■ **WHAT YOU HAVE TO DO**
Your answer should give again, exactly, the lines from the beginning of the entries below through the line containing "Image resolution: width=614". It must contain no pictures.

(Stored dataset items)

•••

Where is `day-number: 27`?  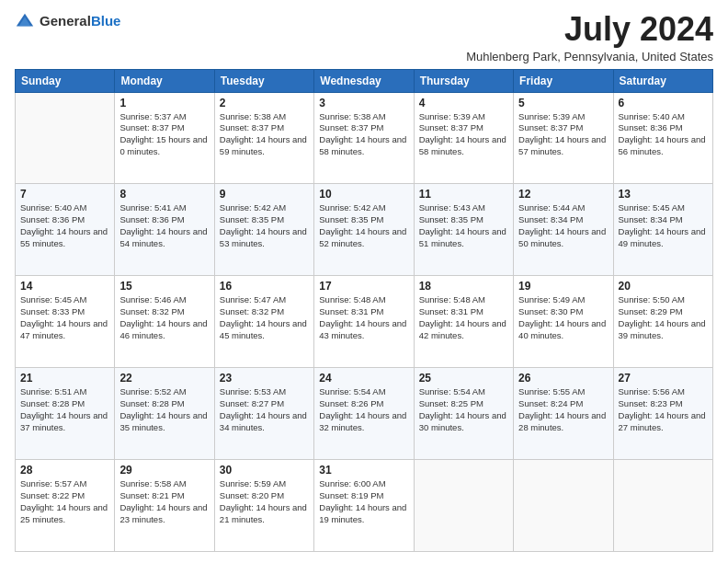
day-number: 27 is located at coordinates (664, 378).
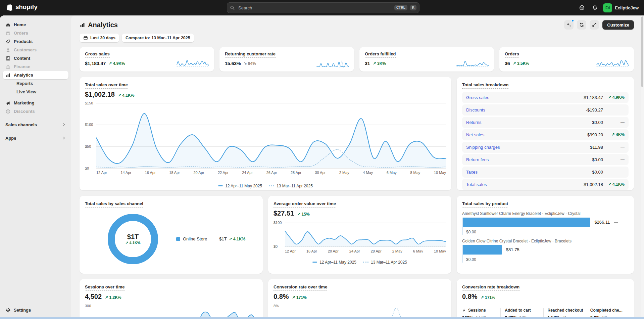 The height and width of the screenshot is (319, 644). I want to click on scrollbar-thumb, so click(642, 52).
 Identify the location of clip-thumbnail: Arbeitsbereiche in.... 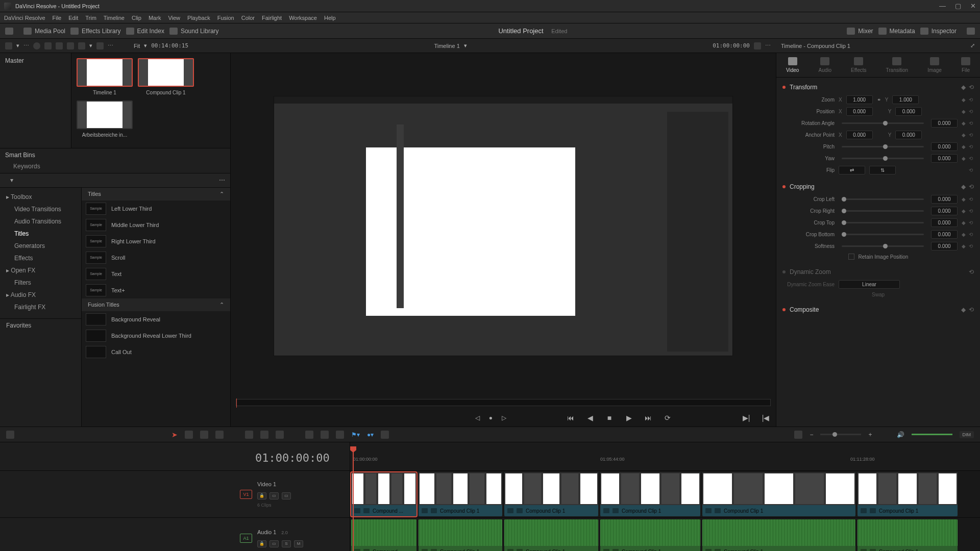
(105, 119).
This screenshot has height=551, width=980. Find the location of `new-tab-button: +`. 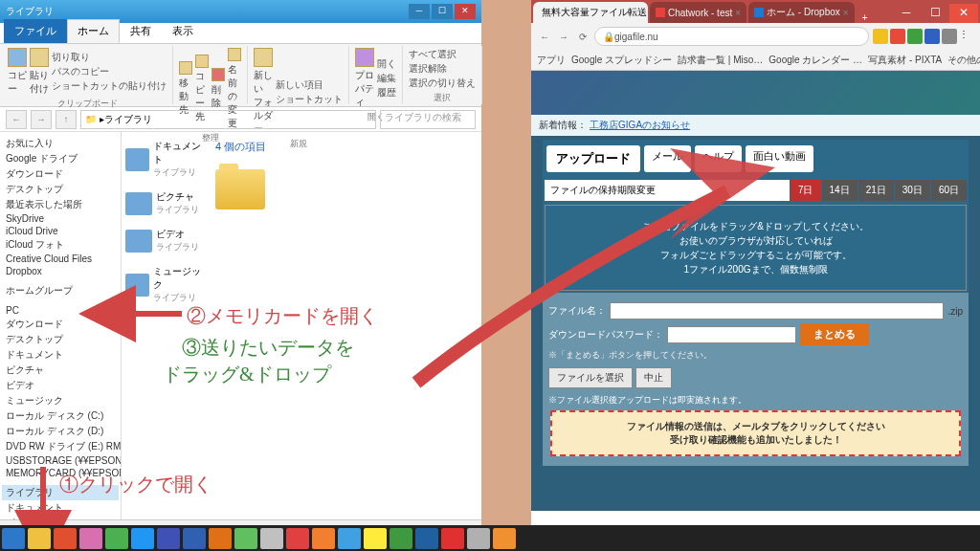

new-tab-button: + is located at coordinates (865, 17).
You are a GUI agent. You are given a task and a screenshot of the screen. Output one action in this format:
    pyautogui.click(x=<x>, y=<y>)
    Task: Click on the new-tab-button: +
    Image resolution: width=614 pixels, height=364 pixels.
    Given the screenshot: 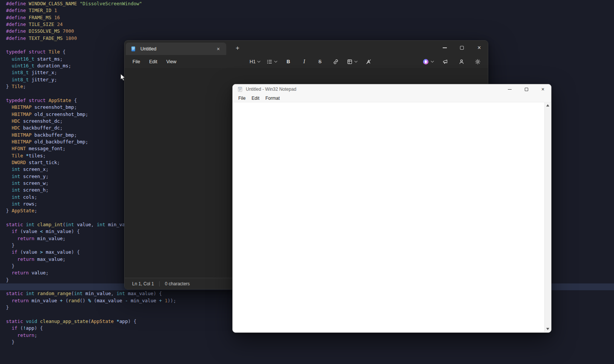 What is the action you would take?
    pyautogui.click(x=238, y=48)
    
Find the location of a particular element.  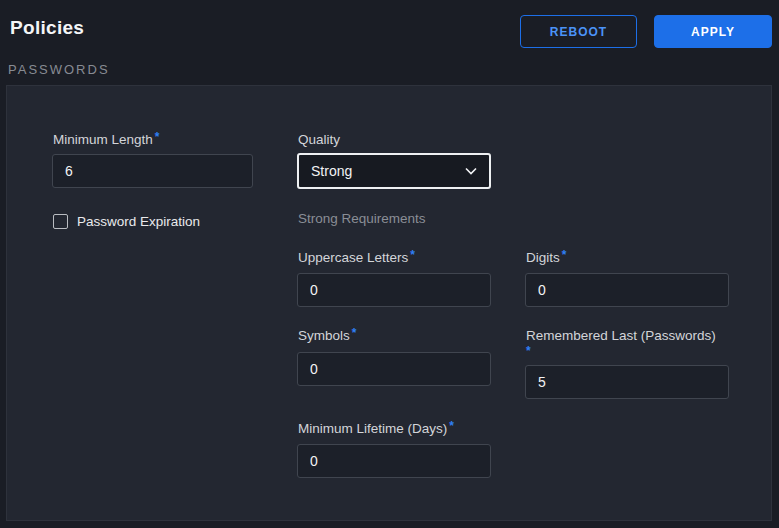

strong-requirements-heading: Strong Requirements is located at coordinates (362, 218).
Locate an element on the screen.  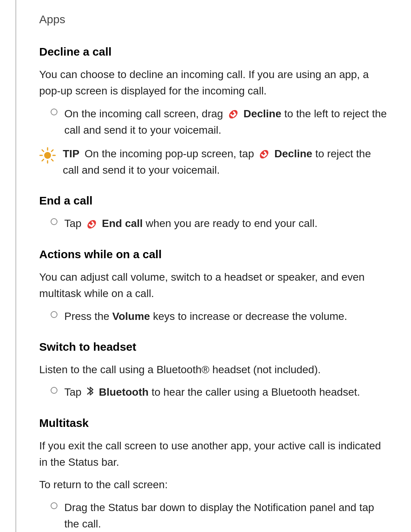
bullet-item: On the incoming call screen, drag Declin… is located at coordinates (214, 122).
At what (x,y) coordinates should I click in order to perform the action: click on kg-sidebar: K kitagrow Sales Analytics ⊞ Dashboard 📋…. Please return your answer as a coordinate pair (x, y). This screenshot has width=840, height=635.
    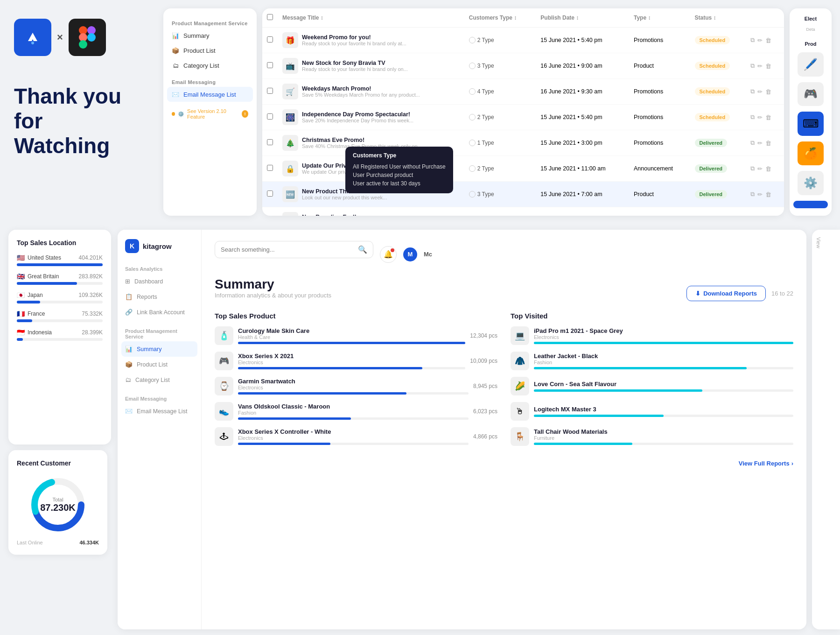
    Looking at the image, I should click on (160, 430).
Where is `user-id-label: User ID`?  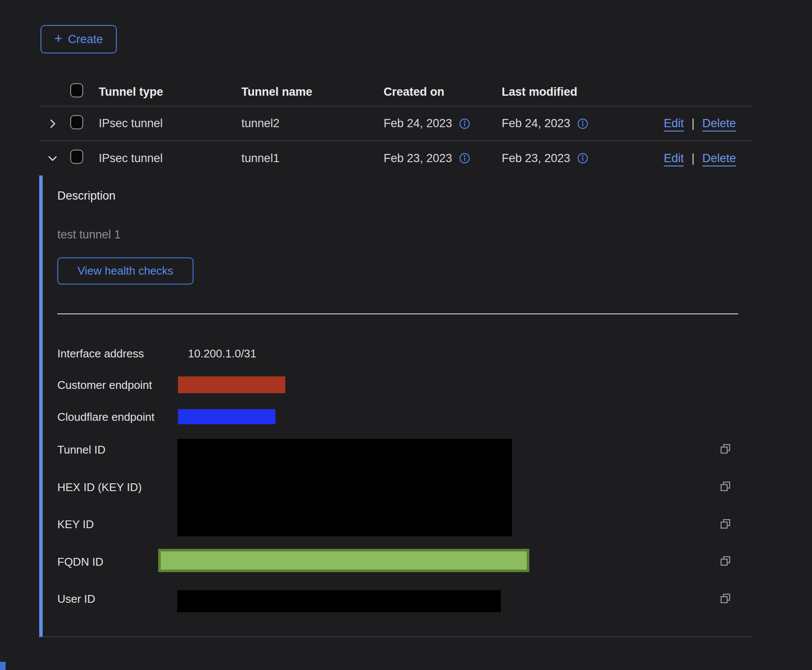 user-id-label: User ID is located at coordinates (76, 599).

•••

■ **YOUR RESPONSE**
Where is `day-number: 27`?  
day-number: 27 is located at coordinates (664, 378).
 The height and width of the screenshot is (319, 644). I want to click on scrollbar-thumb, so click(642, 52).
 Identify the location of clip-thumbnail: Arbeitsbereiche in.... 
(105, 119).
This screenshot has height=551, width=980. Find the location of `new-tab-button: +`. 

new-tab-button: + is located at coordinates (865, 17).
You are a GUI agent. You are given a task and a screenshot of the screen. Output one action in this format:
    pyautogui.click(x=<x>, y=<y>)
    Task: Click on the new-tab-button: +
    Image resolution: width=614 pixels, height=364 pixels.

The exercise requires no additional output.